I've spent the past 36 years writing about food production around the world. I've witnessed the ravages of foot and mouth and BSE in the UK, dairy farming in the desert in Saudi Arabia and drought devastation in the Australian outback. I've also seen the remarkable job that U.S. farmers and ranchers do, sometimes under challenging conditions, in supplying American consumers with a steady supply of high quality, affordable food.

There are millions of people in other parts of the world who struggle every day to find enough to eat, let alone the kind of nutritious food they need to stay healthy. U.S. agriculture plays a huge role in helping those people. But again, try telling that to the food elitists.

The beef industry is under siege, and it's time to fight back. I am outraged at some of the appalling half-truths that the industry's opponents throw out. So the counterattacks must contain all facts.

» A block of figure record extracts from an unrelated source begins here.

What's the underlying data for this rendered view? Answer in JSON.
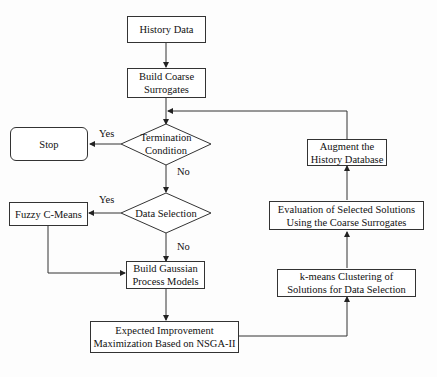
{
  "diagram": {
    "type": "flowchart",
    "nodes": {
      "history_data": "History Data",
      "build_coarse": "Build Coarse Surrogates",
      "termination": "Termination Condition",
      "stop": "Stop",
      "data_selection": "Data Selection",
      "fuzzy": "Fuzzy C-Means",
      "build_gp": "Build Gaussian Process Models",
      "ei_max": "Expected Improvement Maximization Based on NSGA-II",
      "kmeans": "k-means Clustering of Solutions for Data Selection",
      "evaluation": "Evaluation of Selected Solutions Using the Coarse Surrogates",
      "augment": "Augment the History Database"
    },
    "node_lines": {
      "build_coarse": [
        "Build Coarse",
        "Surrogates"
      ],
      "termination": [
        "Termination",
        "Condition"
      ],
      "build_gp": [
        "Build Gaussian",
        "Process Models"
      ],
      "ei_max": [
        "Expected Improvement",
        "Maximization Based on NSGA-II"
      ],
      "kmeans": [
        "k-means Clustering of",
        "Solutions for Data Selection"
      ],
      "evaluation": [
        "Evaluation of Selected Solutions",
        "Using the Coarse Surrogates"
      ],
      "augment": [
        "Augment the",
        "History Database"
      ]
    },
    "edge_labels": {
      "term_yes": "Yes",
      "term_no": "No",
      "sel_yes": "Yes",
      "sel_no": "No"
    },
    "edges": [
      [
        "History Data",
        "Build Coarse Surrogates"
      ],
      [
        "Build Coarse Surrogates",
        "Termination Condition"
      ],
      [
        "Termination Condition",
        "Stop",
        "Yes"
      ],
      [
        "Termination Condition",
        "Data Selection",
        "No"
      ],
      [
        "Data Selection",
        "Fuzzy C-Means",
        "Yes"
      ],
      [
        "Data Selection",
        "Build Gaussian Process Models",
        "No"
      ],
      [
        "Fuzzy C-Means",
        "Build Gaussian Process Models"
      ],
      [
        "Build Gaussian Process Models",
        "Expected Improvement Maximization Based on NSGA-II"
      ],
      [
        "Expected Improvement Maximization Based on NSGA-II",
        "k-means Clustering of Solutions for Data Selection"
      ],
      [
        "k-means Clustering of Solutions for Data Selection",
        "Evaluation of Selected Solutions Using the Coarse Surrogates"
      ],
      [
        "Evaluation of Selected Solutions Using the Coarse Surrogates",
        "Augment the History Database"
      ],
      [
        "Augment the History Database",
        "Termination Condition"
      ]
    ]
  }
}
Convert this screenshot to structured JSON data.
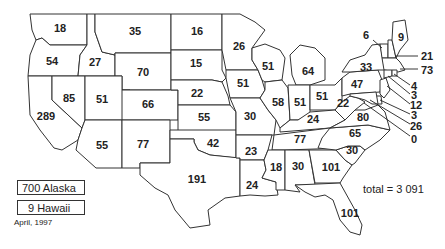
{
  "map": {
    "title": "",
    "date_label": "April, 1997",
    "total_label": "total = 3 091",
    "insets": [
      {
        "state": "Alaska",
        "value": 700,
        "label": "700 Alaska"
      },
      {
        "state": "Hawaii",
        "value": 9,
        "label": "9 Hawaii"
      }
    ],
    "states": [
      {
        "state": "Washington",
        "value": "18"
      },
      {
        "state": "Oregon",
        "value": "54"
      },
      {
        "state": "California",
        "value": "289"
      },
      {
        "state": "Idaho",
        "value": "27"
      },
      {
        "state": "Nevada",
        "value": "85"
      },
      {
        "state": "Montana",
        "value": "35"
      },
      {
        "state": "Wyoming",
        "value": "70"
      },
      {
        "state": "Utah",
        "value": "51"
      },
      {
        "state": "Colorado",
        "value": "66"
      },
      {
        "state": "Arizona",
        "value": "55"
      },
      {
        "state": "New Mexico",
        "value": "77"
      },
      {
        "state": "North Dakota",
        "value": "16"
      },
      {
        "state": "South Dakota",
        "value": "15"
      },
      {
        "state": "Nebraska",
        "value": "22"
      },
      {
        "state": "Kansas",
        "value": "55"
      },
      {
        "state": "Oklahoma",
        "value": "42"
      },
      {
        "state": "Texas",
        "value": "191"
      },
      {
        "state": "Minnesota",
        "value": "26"
      },
      {
        "state": "Iowa",
        "value": "51"
      },
      {
        "state": "Missouri",
        "value": "30"
      },
      {
        "state": "Arkansas",
        "value": "23"
      },
      {
        "state": "Louisiana",
        "value": "24"
      },
      {
        "state": "Wisconsin",
        "value": "51"
      },
      {
        "state": "Illinois",
        "value": "58"
      },
      {
        "state": "Michigan",
        "value": "64"
      },
      {
        "state": "Indiana",
        "value": "51"
      },
      {
        "state": "Ohio",
        "value": "51"
      },
      {
        "state": "Kentucky",
        "value": "24"
      },
      {
        "state": "Tennessee",
        "value": "77"
      },
      {
        "state": "Mississippi",
        "value": "18"
      },
      {
        "state": "Alabama",
        "value": "30"
      },
      {
        "state": "Georgia",
        "value": "101"
      },
      {
        "state": "Florida",
        "value": "101"
      },
      {
        "state": "South Carolina",
        "value": "30"
      },
      {
        "state": "North Carolina",
        "value": "65"
      },
      {
        "state": "Virginia",
        "value": "80"
      },
      {
        "state": "West Virginia",
        "value": "22"
      },
      {
        "state": "Pennsylvania",
        "value": "47"
      },
      {
        "state": "New York",
        "value": "33"
      },
      {
        "state": "Vermont",
        "value": "6"
      },
      {
        "state": "Maine",
        "value": "9"
      },
      {
        "state": "New Hampshire",
        "value": "21"
      },
      {
        "state": "Massachusetts",
        "value": "73"
      },
      {
        "state": "Rhode Island",
        "value": "4"
      },
      {
        "state": "Connecticut",
        "value": "3"
      },
      {
        "state": "New Jersey",
        "value": "12"
      },
      {
        "state": "Delaware",
        "value": "3"
      },
      {
        "state": "Maryland",
        "value": "26"
      },
      {
        "state": "District of Columbia",
        "value": "0"
      }
    ]
  }
}
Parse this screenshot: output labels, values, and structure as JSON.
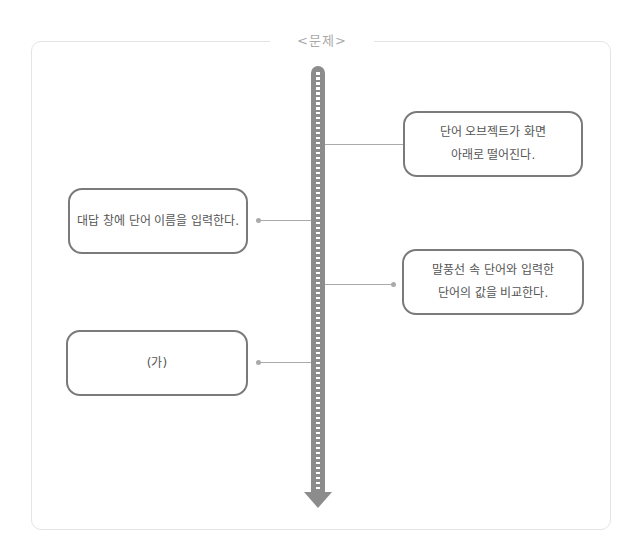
{
  "title": "<문제>",
  "steps": [
    {
      "side": "right",
      "lines": [
        "단어 오브젝트가 화면",
        "아래로 떨어진다."
      ]
    },
    {
      "side": "left",
      "lines": [
        "대답 창에 단어 이름을 입력한다."
      ]
    },
    {
      "side": "right",
      "lines": [
        "말풍선 속 단어와 입력한",
        "단어의 값을 비교한다."
      ]
    },
    {
      "side": "left",
      "lines": [
        "(가)"
      ]
    }
  ],
  "colors": {
    "arrow": "#8c8c8c",
    "box_border": "#7a7a7a",
    "connector": "#aaaaaa",
    "frame_border": "#e4e4e4",
    "title": "#aaaaaa"
  }
}
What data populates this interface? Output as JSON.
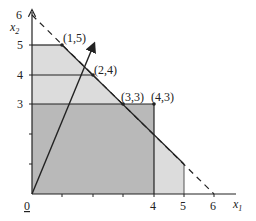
{
  "diagram": {
    "type": "linear-programming-feasible-region",
    "axes": {
      "x_label": "x",
      "x_sub": "1",
      "y_label": "x",
      "y_sub": "2",
      "origin_label": "0",
      "x_ticks": [
        "4",
        "5",
        "6"
      ],
      "y_ticks": [
        "3",
        "4",
        "5",
        "6"
      ]
    },
    "points": [
      {
        "label": "(1,5)",
        "x": 1,
        "y": 5
      },
      {
        "label": "(2,4)",
        "x": 2,
        "y": 4
      },
      {
        "label": "(3,3)",
        "x": 3,
        "y": 3
      },
      {
        "label": "(4,3)",
        "x": 4,
        "y": 3
      }
    ],
    "dashed_line": {
      "description": "x1 + x2 = 6",
      "from": [
        0,
        6
      ],
      "to": [
        6,
        0
      ]
    },
    "arrow": {
      "description": "objective direction",
      "from": [
        0,
        0
      ],
      "to": [
        2,
        5
      ]
    },
    "colors": {
      "dark_region": "#b9b9b9",
      "light_region": "#dcdcdc",
      "lines": "#222222"
    }
  }
}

I was delighted to see Sen. Chuck Grassley (R-IA) in late September deliver on the Senate floor an excellent rebuttal of the TIME Aug. 31 cover story, “The Real Cost of Cheap Food.” The story told me there's a dangerous new wave of advocacy journalism masquerading as news reporting.

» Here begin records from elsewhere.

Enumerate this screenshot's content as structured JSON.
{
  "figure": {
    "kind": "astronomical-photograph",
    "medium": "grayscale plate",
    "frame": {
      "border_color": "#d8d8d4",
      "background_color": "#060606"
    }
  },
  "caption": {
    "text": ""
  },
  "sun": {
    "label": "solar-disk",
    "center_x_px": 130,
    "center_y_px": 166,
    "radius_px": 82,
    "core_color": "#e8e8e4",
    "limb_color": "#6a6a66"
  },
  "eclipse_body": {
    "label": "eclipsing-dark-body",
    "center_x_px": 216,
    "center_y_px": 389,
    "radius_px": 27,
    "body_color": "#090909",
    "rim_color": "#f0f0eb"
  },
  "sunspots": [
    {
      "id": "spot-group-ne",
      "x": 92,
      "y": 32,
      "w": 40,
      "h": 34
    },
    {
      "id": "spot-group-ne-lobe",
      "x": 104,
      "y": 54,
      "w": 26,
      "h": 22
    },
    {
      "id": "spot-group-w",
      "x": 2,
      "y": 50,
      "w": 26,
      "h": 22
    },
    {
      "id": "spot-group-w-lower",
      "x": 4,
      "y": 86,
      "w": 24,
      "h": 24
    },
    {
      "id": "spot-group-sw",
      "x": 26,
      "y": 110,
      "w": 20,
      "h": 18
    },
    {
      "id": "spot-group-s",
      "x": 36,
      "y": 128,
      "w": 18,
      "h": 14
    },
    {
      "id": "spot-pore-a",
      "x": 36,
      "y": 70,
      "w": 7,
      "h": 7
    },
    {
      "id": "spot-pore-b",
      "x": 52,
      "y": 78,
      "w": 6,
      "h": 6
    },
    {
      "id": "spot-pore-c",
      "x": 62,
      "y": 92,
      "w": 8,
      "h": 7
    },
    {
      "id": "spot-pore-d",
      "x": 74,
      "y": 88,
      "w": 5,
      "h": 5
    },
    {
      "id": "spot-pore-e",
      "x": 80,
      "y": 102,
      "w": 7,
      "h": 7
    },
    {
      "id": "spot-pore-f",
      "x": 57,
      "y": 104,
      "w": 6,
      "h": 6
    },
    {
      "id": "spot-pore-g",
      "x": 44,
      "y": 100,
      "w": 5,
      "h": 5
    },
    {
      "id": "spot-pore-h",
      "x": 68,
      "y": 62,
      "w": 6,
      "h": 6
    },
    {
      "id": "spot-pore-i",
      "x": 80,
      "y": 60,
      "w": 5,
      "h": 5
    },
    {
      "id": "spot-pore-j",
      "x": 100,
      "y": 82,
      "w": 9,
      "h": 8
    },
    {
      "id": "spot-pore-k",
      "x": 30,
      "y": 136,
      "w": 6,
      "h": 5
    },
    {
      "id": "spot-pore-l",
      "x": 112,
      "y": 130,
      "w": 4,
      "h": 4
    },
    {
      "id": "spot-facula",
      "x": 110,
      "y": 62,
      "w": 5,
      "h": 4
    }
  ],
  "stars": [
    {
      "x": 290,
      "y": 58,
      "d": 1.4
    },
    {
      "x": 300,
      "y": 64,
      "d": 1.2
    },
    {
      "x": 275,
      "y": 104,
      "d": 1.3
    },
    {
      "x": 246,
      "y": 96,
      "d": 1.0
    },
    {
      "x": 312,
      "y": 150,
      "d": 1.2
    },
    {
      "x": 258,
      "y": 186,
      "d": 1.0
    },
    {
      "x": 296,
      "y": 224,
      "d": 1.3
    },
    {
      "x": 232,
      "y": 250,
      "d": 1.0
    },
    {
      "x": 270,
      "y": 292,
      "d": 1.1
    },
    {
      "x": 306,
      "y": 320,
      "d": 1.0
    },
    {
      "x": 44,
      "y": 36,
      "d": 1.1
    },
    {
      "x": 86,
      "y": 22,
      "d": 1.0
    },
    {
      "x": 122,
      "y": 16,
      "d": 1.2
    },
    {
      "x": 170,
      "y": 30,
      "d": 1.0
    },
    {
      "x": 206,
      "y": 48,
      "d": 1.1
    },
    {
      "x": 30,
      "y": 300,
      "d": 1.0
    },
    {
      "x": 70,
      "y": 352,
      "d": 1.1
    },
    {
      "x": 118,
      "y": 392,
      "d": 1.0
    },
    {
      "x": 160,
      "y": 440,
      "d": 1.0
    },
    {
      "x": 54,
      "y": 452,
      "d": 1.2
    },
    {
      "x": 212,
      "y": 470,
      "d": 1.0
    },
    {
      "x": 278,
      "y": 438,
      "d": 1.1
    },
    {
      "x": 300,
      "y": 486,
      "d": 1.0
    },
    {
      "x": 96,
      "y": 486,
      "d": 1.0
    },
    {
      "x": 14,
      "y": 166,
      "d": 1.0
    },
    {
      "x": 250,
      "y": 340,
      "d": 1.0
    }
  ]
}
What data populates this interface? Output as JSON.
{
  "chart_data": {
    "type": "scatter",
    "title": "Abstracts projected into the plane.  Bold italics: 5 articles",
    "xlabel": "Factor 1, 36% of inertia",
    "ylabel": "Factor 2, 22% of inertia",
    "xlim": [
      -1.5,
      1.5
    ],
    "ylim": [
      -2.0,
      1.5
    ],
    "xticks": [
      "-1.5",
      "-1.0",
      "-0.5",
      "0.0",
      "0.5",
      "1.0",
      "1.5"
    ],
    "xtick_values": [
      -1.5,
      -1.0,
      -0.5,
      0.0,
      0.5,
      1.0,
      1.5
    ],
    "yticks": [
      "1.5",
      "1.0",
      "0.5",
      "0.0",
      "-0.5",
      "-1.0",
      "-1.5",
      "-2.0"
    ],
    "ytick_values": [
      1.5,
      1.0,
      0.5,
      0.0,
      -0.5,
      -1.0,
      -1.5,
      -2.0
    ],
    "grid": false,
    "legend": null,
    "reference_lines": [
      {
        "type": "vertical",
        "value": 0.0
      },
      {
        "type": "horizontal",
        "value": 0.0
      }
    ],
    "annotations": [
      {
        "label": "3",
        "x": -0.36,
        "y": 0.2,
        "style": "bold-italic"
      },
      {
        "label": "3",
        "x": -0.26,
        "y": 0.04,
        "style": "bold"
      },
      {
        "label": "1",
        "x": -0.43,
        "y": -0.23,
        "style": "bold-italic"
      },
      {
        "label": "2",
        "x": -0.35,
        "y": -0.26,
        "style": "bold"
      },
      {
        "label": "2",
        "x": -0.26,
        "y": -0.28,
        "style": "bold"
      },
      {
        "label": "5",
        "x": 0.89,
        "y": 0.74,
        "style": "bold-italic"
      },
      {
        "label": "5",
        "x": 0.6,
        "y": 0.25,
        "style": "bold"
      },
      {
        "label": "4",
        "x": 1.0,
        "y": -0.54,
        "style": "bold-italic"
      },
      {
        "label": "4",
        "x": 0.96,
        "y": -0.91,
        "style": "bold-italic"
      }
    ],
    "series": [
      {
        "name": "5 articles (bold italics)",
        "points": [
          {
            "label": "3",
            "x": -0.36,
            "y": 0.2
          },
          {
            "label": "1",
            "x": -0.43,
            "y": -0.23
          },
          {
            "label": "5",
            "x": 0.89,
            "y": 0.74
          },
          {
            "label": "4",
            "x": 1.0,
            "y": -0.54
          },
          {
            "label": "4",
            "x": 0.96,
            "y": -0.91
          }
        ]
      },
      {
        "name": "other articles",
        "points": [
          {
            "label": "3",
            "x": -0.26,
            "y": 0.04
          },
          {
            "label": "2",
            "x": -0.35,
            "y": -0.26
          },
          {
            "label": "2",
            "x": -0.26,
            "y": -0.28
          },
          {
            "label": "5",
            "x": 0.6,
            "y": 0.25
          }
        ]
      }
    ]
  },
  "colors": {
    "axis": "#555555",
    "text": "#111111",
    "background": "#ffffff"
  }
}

I'm also pained that the beef industry contains people who want to undermine the changes that have kept the industry successful and cozy up to activist groups who consistently attack the industry. They want to play protectionist and keep foreign cattle and beef from entering the U.S., forgetting that beef exports are crucial to the industry's prosperity. They want to dismantle years of alliances and business agreements freely entered into by producers with packers and resurrect a marketing system that largely caused beef demand to decline for 20 years.

It's ironic that the new national buzzword is “sustainability,” yet that is what ranchers have been quietly practicing for 100 years. It's bizarre how agriculture's critics refuse to acknowledge that U.S. agriculture is still dominated by family farmers. It's also troubling how the “factory farming” label has been attached to the very systems that produce some of the most wholesome and cheapest food on the planet.

So why the new attacks on the beef industry and on agriculture? My theory is that most Americans take their food for granted. Even in these tough economic times, no one starves to death, as they do in other countries.

Second, Americans are increasingly removed from any part of food production. They are suburbanites. Yet they are acting as “food and grower police,” as veteran industry official Chandler Keys puts it. He's been one of the industry's most astute observers of changing trends, particularly at the policy level, through his work with the National Cattlemen's (Beef) Association and now with packer JBS.

The current danger, says Keys, is that the suburbanites have the ear of politicians as never before. President Obama's is the first truly urban administration. “Cul-de-sac consumers,” as Keys calls them, are pushing animal welfare reform. They give hundreds of millions of dollars annually to the Humane Society of the U.S., Farm Sanctuary and other groups whose goal is to dismantle modern animal agriculture and promote a non-meat diet. Your very livelihood is at stake. It's time to fight back.

Steve Kay is editor and publisher of Cattle Buyers Weekly (www.cattlebuyersweekly.com). See his weekly cattle market roundup each Friday afternoon at beefmagazine.com.